Woodbridge isn't really less wealthy than Richmond Hill or Thornhill, and seems wealthier on average than Central North York. The Chinese of Milliken, Markham and eastern Richmond Hill often came to Canada with pretty good education levels, and sometimes a fair bit of accumulated wealth, but often brought along elderly relatives that have less of either. They seem to struggle due to the major cultural adjustment including english fluency, but their kids seem to do very well in school and should be quite fluent in english so the next generation will likely be fairly wealthy.

It's not just Durham having fewer blue collar workers than Peel as a whole. But even if you compare individual municipalities and their median or average incomes... ok lets say you exclude Brampton which is somewhat lower-middle class. Durham Region is still higher income than Mississauga, and if you exclude Oshawa, it's higher income by a significant margin.

However, Ajax, Pickering and Whitby are much more less distant bedroom suburbs compared to Mississauga, especially Mississauga south of the 401 and east of the Credit River which is much more mature and integrated into the GTA. That part of Mississauga should be more like Scarborough in some ways, but it seems to be more desirable.

Pickering, Ajax and Whitby also have higher median incomes than Vaughan Richmond Hill and Markham, and except Ajax, also have higher average incomes. Despite that Durham Region has cheaper housing than Peel, and significantly cheaper housing than York. Perhaps it's less about Durham being attractive to the wealthy as unattractive to the poor. York and Peel have better transit, more varied housing options, and better blue collar employment opportunities, partly thanks to better transport connections for trade (airport, railyards, highways).

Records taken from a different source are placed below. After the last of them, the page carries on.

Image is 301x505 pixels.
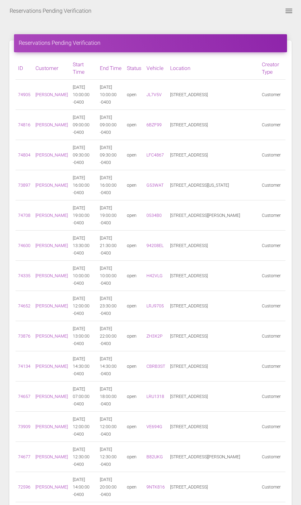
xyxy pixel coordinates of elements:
td: [DATE] 18:00:00 -0400 [97,382,125,412]
a: 74905 [18,92,31,97]
a: 9NTK816 [147,485,165,490]
a: ZH3X2P [147,334,163,339]
a: 74804 [18,153,31,158]
a: 72596 [18,485,31,490]
td: [STREET_ADDRESS] [168,412,260,442]
a: 73876 [18,334,31,339]
td: [DATE] 09:30:00 -0400 [97,140,125,170]
td: [DATE] 14:00:00 -0400 [70,472,97,503]
a: G53WAT [147,183,164,188]
a: 74134 [18,364,31,369]
td: [DATE] 10:00:00 -0400 [97,261,125,291]
td: Customer [260,231,286,261]
td: open [125,442,144,472]
td: [DATE] 07:00:00 -0400 [70,382,97,412]
td: [DATE] 14:30:00 -0400 [97,352,125,382]
a: 6BZF99 [147,122,162,127]
a: [PERSON_NAME] [36,122,68,127]
td: open [125,140,144,170]
a: LRJ9705 [147,304,164,309]
td: Customer [260,201,286,231]
td: [DATE] 20:00:00 -0400 [97,472,125,503]
a: [PERSON_NAME] [36,455,68,460]
td: Customer [260,291,286,321]
td: open [125,382,144,412]
td: Customer [260,442,286,472]
th: Status [125,57,144,80]
a: B82UKG [147,455,163,460]
td: [DATE] 22:00:00 -0400 [97,321,125,352]
td: [DATE] 19:00:00 -0400 [97,201,125,231]
td: [DATE] 09:00:00 -0400 [70,110,97,140]
a: 0534B0 [147,213,162,218]
td: [STREET_ADDRESS][PERSON_NAME] [168,201,260,231]
a: 74708 [18,213,31,218]
td: open [125,472,144,503]
td: [STREET_ADDRESS][US_STATE] [168,170,260,201]
td: [DATE] 14:30:00 -0400 [70,352,97,382]
a: Reservations Pending Verification [10,3,92,19]
a: [PERSON_NAME] [36,334,68,339]
td: Customer [260,382,286,412]
td: [STREET_ADDRESS] [168,472,260,503]
th: Customer [33,57,70,80]
td: [DATE] 21:30:00 -0400 [97,231,125,261]
td: [STREET_ADDRESS] [168,80,260,110]
td: open [125,352,144,382]
a: [PERSON_NAME] [36,183,68,188]
td: [DATE] 12:00:00 -0400 [97,412,125,442]
td: [STREET_ADDRESS] [168,110,260,140]
td: Customer [260,170,286,201]
td: [STREET_ADDRESS][PERSON_NAME] [168,442,260,472]
td: Customer [260,140,286,170]
td: [DATE] 13:00:00 -0400 [70,321,97,352]
td: [STREET_ADDRESS] [168,291,260,321]
a: 73909 [18,424,31,429]
td: [DATE] 23:30:00 -0400 [97,291,125,321]
a: 94208EL [147,243,164,248]
th: End Time [97,57,125,80]
td: Customer [260,352,286,382]
a: 73897 [18,183,31,188]
td: [STREET_ADDRESS] [168,321,260,352]
td: [DATE] 12:00:00 -0400 [70,412,97,442]
td: open [125,110,144,140]
a: 74657 [18,394,31,399]
a: [PERSON_NAME] [36,243,68,248]
th: Start Time [70,57,97,80]
a: [PERSON_NAME] [36,394,68,399]
td: Customer [260,110,286,140]
a: [PERSON_NAME] [36,424,68,429]
td: [DATE] 13:30:00 -0400 [70,231,97,261]
td: [STREET_ADDRESS] [168,352,260,382]
td: [DATE] 19:00:00 -0400 [70,201,97,231]
td: open [125,80,144,110]
a: [PERSON_NAME] [36,273,68,278]
a: VE694G [147,424,163,429]
td: open [125,291,144,321]
td: [STREET_ADDRESS] [168,382,260,412]
a: 74600 [18,243,31,248]
a: [PERSON_NAME] [36,213,68,218]
td: open [125,321,144,352]
td: [DATE] 12:00:00 -0400 [70,291,97,321]
a: CBRB3ST [147,364,165,369]
th: ID [16,57,33,80]
a: 74816 [18,122,31,127]
td: [DATE] 09:30:00 -0400 [70,140,97,170]
td: open [125,170,144,201]
td: [DATE] 09:00:00 -0400 [97,110,125,140]
td: [DATE] 16:00:00 -0400 [70,170,97,201]
td: open [125,412,144,442]
td: [DATE] 10:00:00 -0400 [70,261,97,291]
td: [DATE] 12:30:00 -0400 [97,442,125,472]
td: [DATE] 12:30:00 -0400 [70,442,97,472]
td: Customer [260,472,286,503]
a: [PERSON_NAME] [36,92,68,97]
td: [DATE] 16:00:00 -0400 [97,170,125,201]
a: [PERSON_NAME] [36,153,68,158]
a: 74652 [18,304,31,309]
a: [PERSON_NAME] [36,364,68,369]
a: JL7V5V [147,92,162,97]
td: Customer [260,261,286,291]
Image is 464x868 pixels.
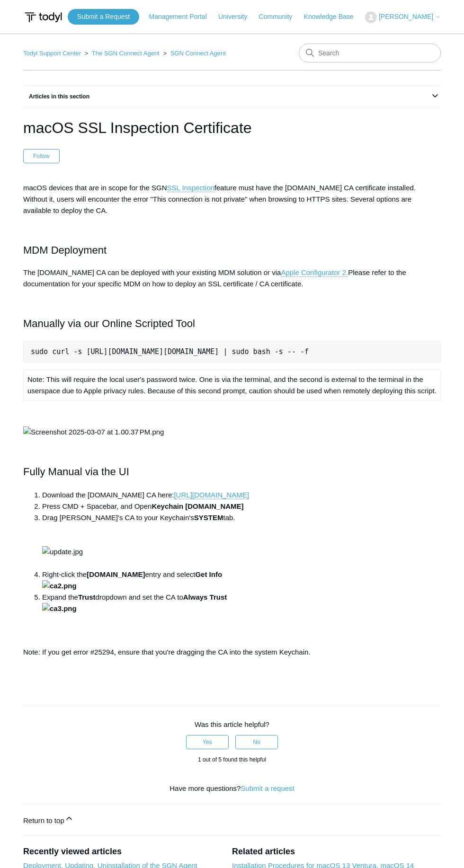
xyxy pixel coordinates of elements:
span: Was this article helpful? [195,721,269,729]
li: SGN Connect Agent [161,50,225,57]
h2: Manually via our Online Scripted Tool [23,315,441,332]
li: Drag [PERSON_NAME]'s CA to your Keychain's tab. [42,512,441,569]
li: Todyl Support Center [23,50,83,57]
p: The [DOMAIN_NAME] CA can be deployed with your existing MDM solution or via Please refer to the d... [23,267,441,290]
li: Press CMD + Spacebar, and Open [42,501,441,512]
a: Community [259,12,302,22]
strong: Keychain [DOMAIN_NAME] [152,502,244,510]
a: SSL Inspection [167,184,214,192]
h2: Related articles [232,845,441,858]
p: Note: If you get error #25294, ensure that you're dragging the CA into the system Keychain. [23,647,441,658]
pre: sudo curl -s [URL][DOMAIN_NAME][DOMAIN_NAME] | sudo bash -s -- -f [23,341,441,363]
span: Articles in this section [23,93,89,100]
strong: SYSTEM [194,514,223,522]
a: Return to top [23,804,441,836]
input: Search [299,43,441,62]
h2: Fully Manual via the UI [23,464,441,480]
div: Have more questions? [23,784,441,794]
a: University [219,12,256,22]
a: Todyl Support Center [23,50,81,57]
img: update.jpg [42,546,83,558]
a: SGN Connect Agent [171,50,226,57]
h2: MDM Deployment [23,242,441,258]
a: The SGN Connect Agent [92,50,160,57]
button: [PERSON_NAME] [365,12,441,23]
button: This article was helpful [186,735,229,749]
img: Todyl Support Center Help Center home page [23,9,64,26]
a: Knowledge Base [304,12,363,22]
button: Follow Article [23,149,59,163]
a: Management Portal [149,12,217,22]
a: [URL][DOMAIN_NAME] [174,491,249,499]
a: Submit a Request [68,9,139,24]
strong: Always Trust [42,593,227,612]
a: Apple Configurator 2. [281,269,348,277]
li: Expand the dropdown and set the CA to [42,592,441,637]
span: [PERSON_NAME] [379,13,433,20]
button: This article was not helpful [236,735,278,749]
strong: Trust [78,593,95,601]
strong: [DOMAIN_NAME] [87,570,145,579]
img: ca3.png [42,603,77,614]
li: The SGN Connect Agent [83,50,162,57]
img: ca2.png [42,581,77,592]
img: Screenshot 2025-03-07 at 1.00.37 PM.png [23,426,164,438]
h2: Recently viewed articles [23,845,223,858]
p: macOS devices that are in scope for the SGN feature must have the [DOMAIN_NAME] CA certificate in... [23,182,441,217]
li: Right-click the entry and select [42,569,441,592]
span: 1 out of 5 found this helpful [198,756,266,763]
td: Note: This will require the local user's password twice. One is via the terminal, and the second ... [24,369,441,401]
a: Submit a request [241,784,294,792]
strong: Get Info [42,570,222,590]
h1: macOS SSL Inspection Certificate [23,116,441,139]
li: Download the [DOMAIN_NAME] CA here: [42,489,441,501]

Meanwhile Halton is far enough from the blue collar employment of Vaughan and Peel that the working class wouldn't want to live there, but the office parks of Mississauga are closer. It has similar housing options to Durham - ie mostly single family - and due to being older, a lot of large lots. Transit for the working class is pretty poor, and is mostly based on commuter rail to downtown Toronto (similar to Durham).
I would agree the 905 is more solidly middle class and the quadrants model makes less sense than in Toronto. The very wealthiest and the poor after all are in 416 mostly.

Woodbridge is pretty affluent but it's also in the traditional NW Italian migration path. Until the 1980s and 1990s, Italians were mostly working class but over the last generation or so they have become increasingly affluent. At the same time, Woodbridge affluence is largely made up of "non-traditional" sources in business, the construction industry, real estate developers etc. not doctors, lawyers and the like.

I think it also makes sense to see York and Peel as more "inner" 905 and Halton and Durham as more "outer 905" in terms of the relationship to Toronto, urban form etc. From that vantage point Halton and Durham is the more relevant comparison (Scarborough in some ways is the eastern counterpart to both Etobicoke and Mississauga in these comparisons).

Durham is home to the better-off "white working class" so to speak (i.e. white people without degrees). It's like Suffolk County on Long Island or something. Incomes are high, but educational attainments and share in professional-managerial occupations aren't really. Only 22% in Durham are university graduates (way below the GTA average), compared to 38% in Halton (York is also 38% and Peel is 32%).